An operating system utilises resources to transform or convert inputs into outputs in the form of goods or services. Conventionally operations management is defined as the task of…
Abstract
An operating system utilises resources to transform or convert inputs into outputs in the form of goods or services. Conventionally operations management is defined as the task of designing, establishing, planning, running, controlling, maintaining and improving such systems. The identification of both goods and services as the output of such systems establishes operations management as a field of activity somewhat broader than production (or manufacturing) management which rests solely with the provision of goods or artefacts. However the distinction between goods and services is unclear and the latter category is broad and heterogeneous. It may therefore be worthwhile to have a more detailed definition, e.g. as follows — “An operating system is a combination of resources combined for the purpose of manufacture, transport, supply and service”; where these four functions are defined as below:
FOR many years most transport aircraft throughout the world have used a uniform windscreen construction with a single ply of tempered glass for pressure resistance, combined with…
Abstract
FOR many years most transport aircraft throughout the world have used a uniform windscreen construction with a single ply of tempered glass for pressure resistance, combined with a thick polyvinyl butyral interlayer and one, or more, thin facing ply glasses. The thick interlayer is usually reinforced at the edges with a metal insert and acts as a diaphragm to provide bird impact resistance, and also serves as a secondary load path to contain pressurisation in the event of failure of the primary glass ply. Installation of this type of windscreen is by conventional bolts, passing through the edge reinforcing metal insert.
Management style is associated with McGregor and his Theory X‐Theory Y, which he introduced in 1960. Comparatively little change in ideas about preferred styles took place…
Abstract
Management style is associated with McGregor and his Theory X‐Theory Y, which he introduced in 1960. Comparatively little change in ideas about preferred styles took place throughout the sixties and seventies, once McGregor had established his approach, until around 1976 or so when social scientists began to look more closely into Japan's successful formula. As a result, one group of investigators claim to have identified an A style which grows out of American culture and a J style which grows out of the Japanese. These differ fundamentally in essential details and one new approach is to seek a hybrid style, known by the investigators as the Z style, which incorporates the best of both cultures. The terms A, J and Z, though not yet in wide usage, are beginning to creep into the literature and might eventually find their way into the manager's vocabulary, but in any case, the review of these new styles makes a valuable contribution to the study of management style.
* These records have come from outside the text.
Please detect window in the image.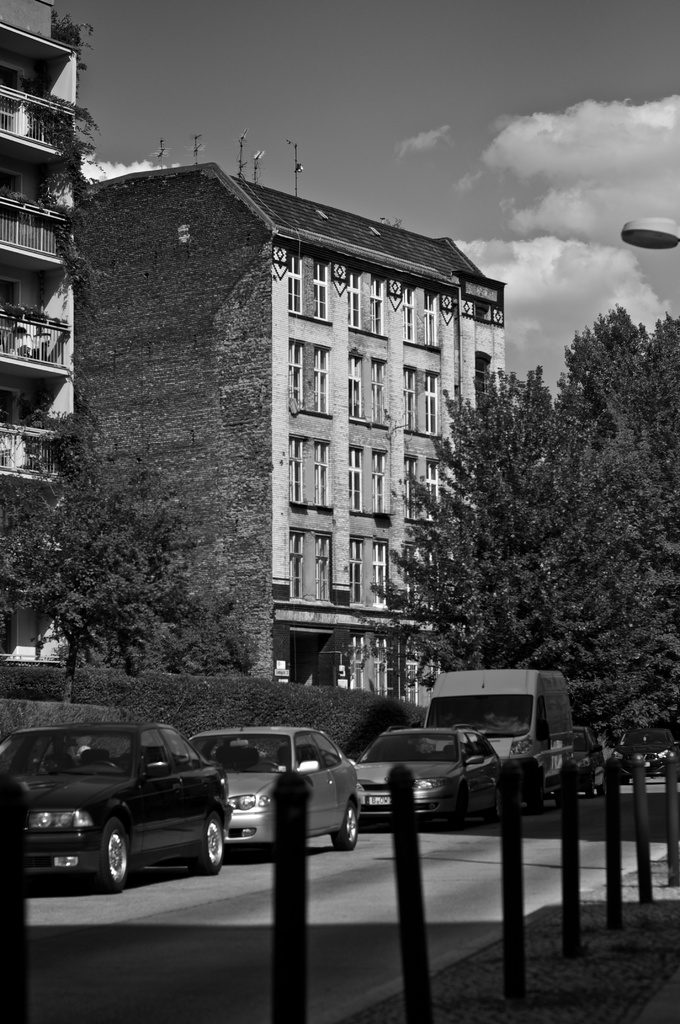
box(407, 369, 417, 431).
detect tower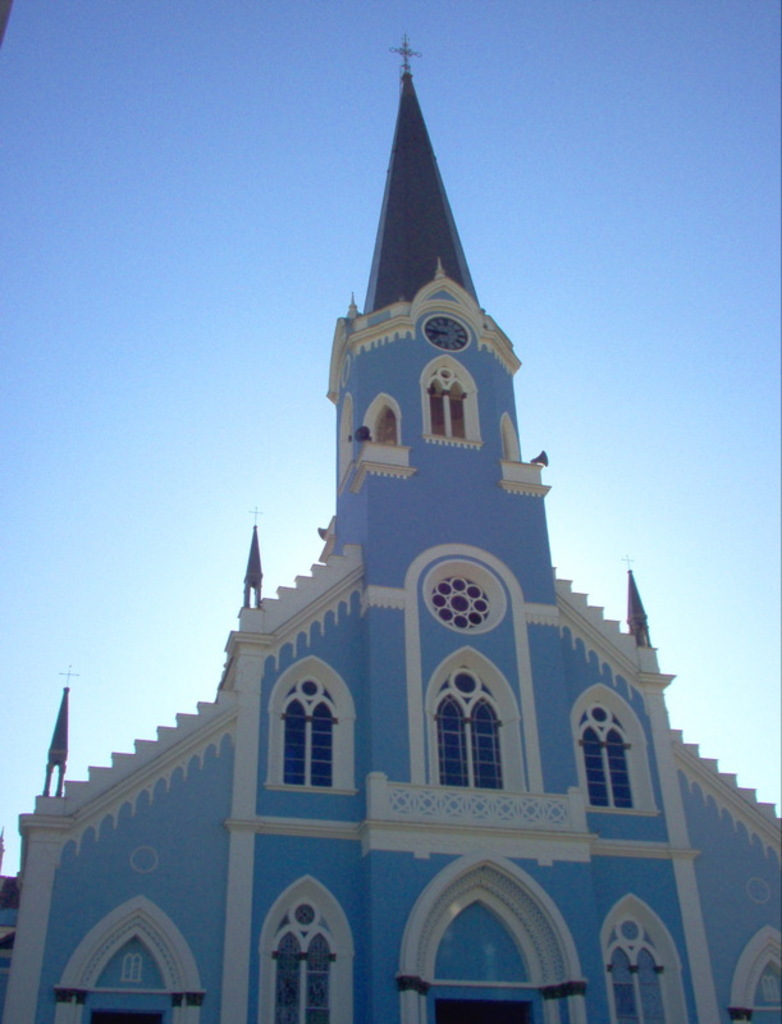
<region>17, 33, 781, 1023</region>
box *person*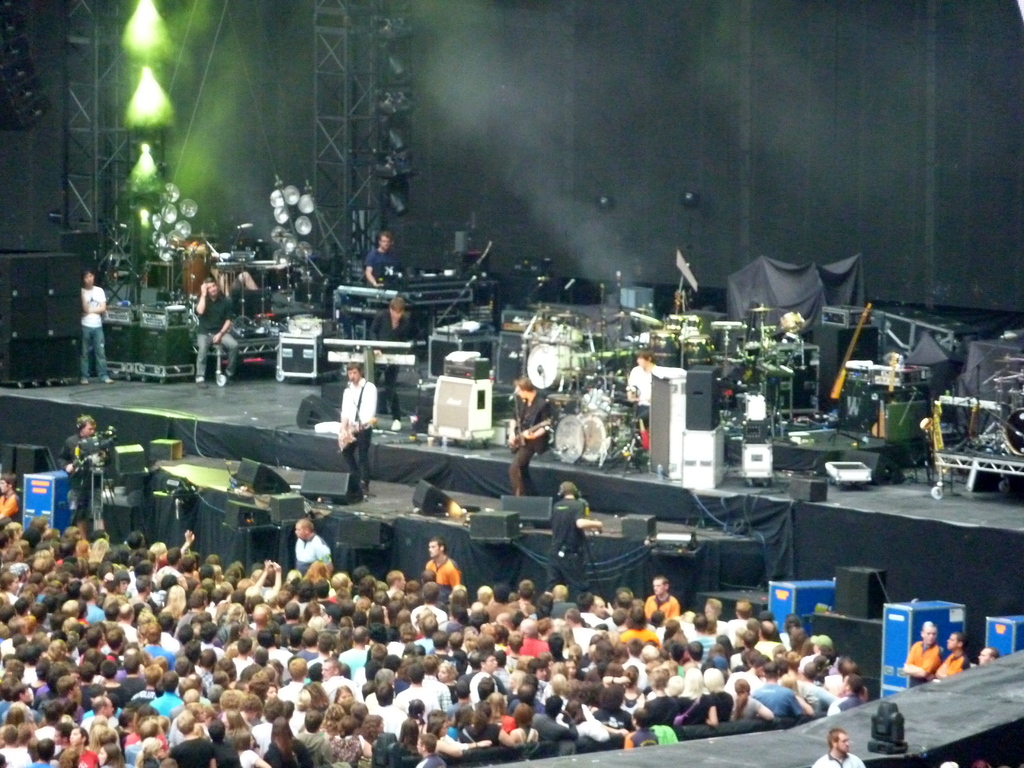
bbox=[344, 365, 378, 498]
As seminar material this article is important in that it relates management style to the socio‐political environment.
It has been reported in previous papers that X‐ray studies of the magnetic iron‐nickel‐aluminium ternary system resulted in the discovery of a new phase α', as well as a complete…
Abstract
It has been reported in previous papers that X‐ray studies of the magnetic iron‐nickel‐aluminium ternary system resulted in the discovery of a new phase α', as well as a complete change both in the ternary equilibrium diagram and in the explanation of the cause of the high coercivity in this system.